Birds

 Young Will comments, after the old man who came and sat at our table has left to tend to his owl, that he’s a proper old Welsh gent- Calm, hypnotic, yet extremely intense. It’s the kind of weird thing you expect in this part of the world. You’re sitting at a table in what used to be a car park, enjoying a pint of beer, and an old gentleman with an owl turns up and starts chatting.

Twenty minutes later we’re standing in a sort of queue with the owl swooping dangerously low over our heads.

“When I say duck, duck,” the old gent says.

Can I just lie on the floor? I don’t fancy being assaulted by an owl.

This feels all kinds of strange, but it gets even stranger as (somehow) we end up following this man back to his van, in a car park around the corner. The man puts the owl down on a perch, and then from his van he pulls out a hawk, and then a smaller owl, a barn owl.

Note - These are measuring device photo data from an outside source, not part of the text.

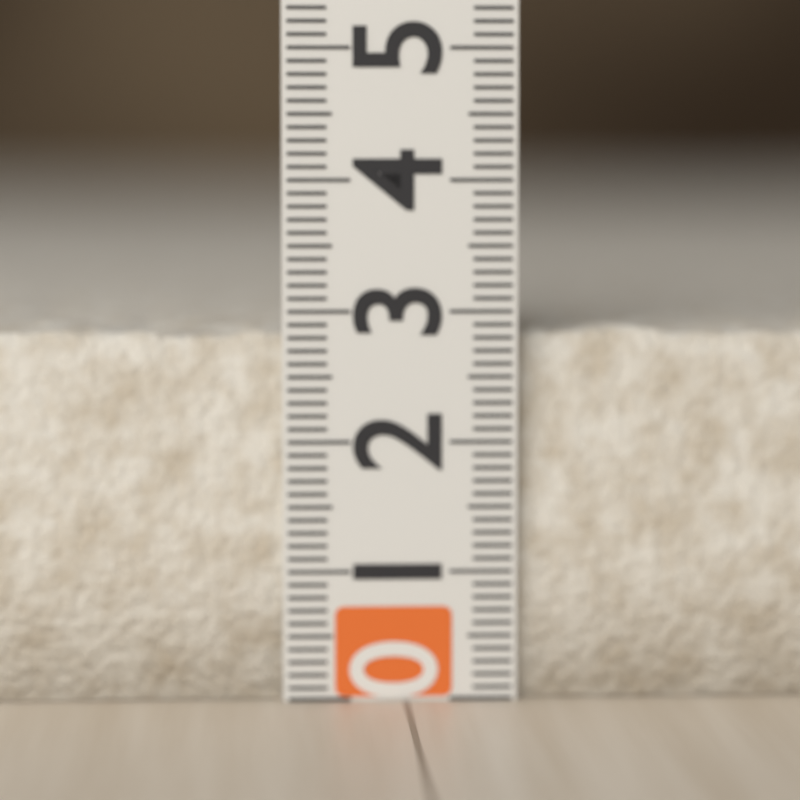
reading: 2.9 (no unit)
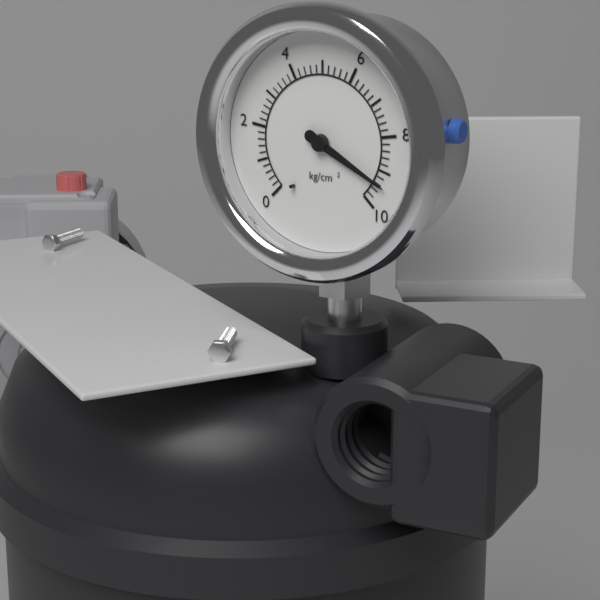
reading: 9.4 kg/cm²
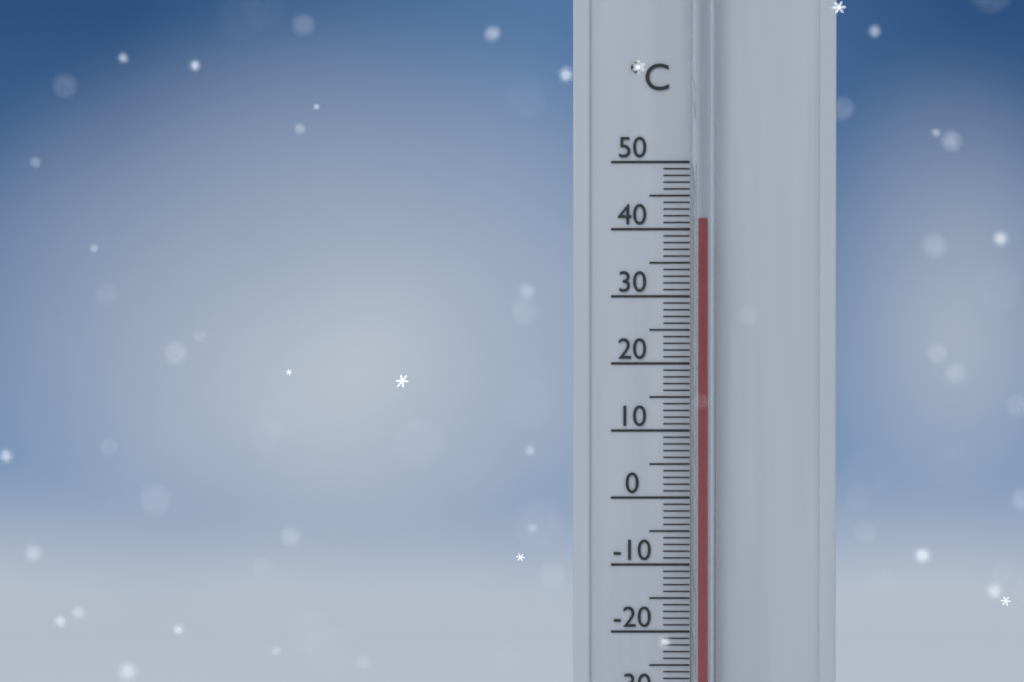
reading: 41 °C
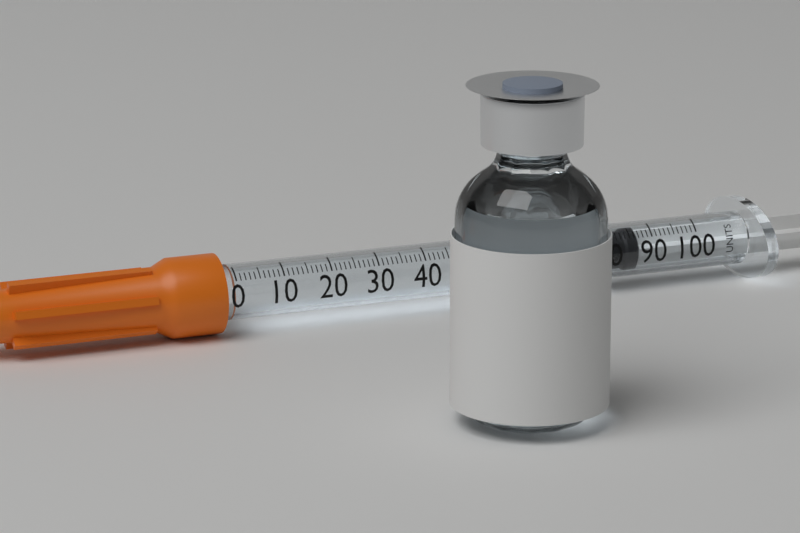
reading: 79 units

I take a step backwards. The hawk looks like it wants to see what my eyes taste like and the owl doesn’t look too friendly either. Megan is soon suggesting we invite this owl guy to do a proper social sort of thing later in the year. I’m not sure I agree. Rebecca is dispatched to put the barn owl back to bed.

Only it doesn’t want to go. Which means that for at least an hour we’re all stood in this car park with a strange man and his birds. I stand at the back, not wanting to get too near.

Growing tired, I eventually shuffle off. Being the first to leave the rest to (possibly) be clawed to death.

This was technically my first social as social sec. I hope the rest of them, if we get socials, aren’t this crazy.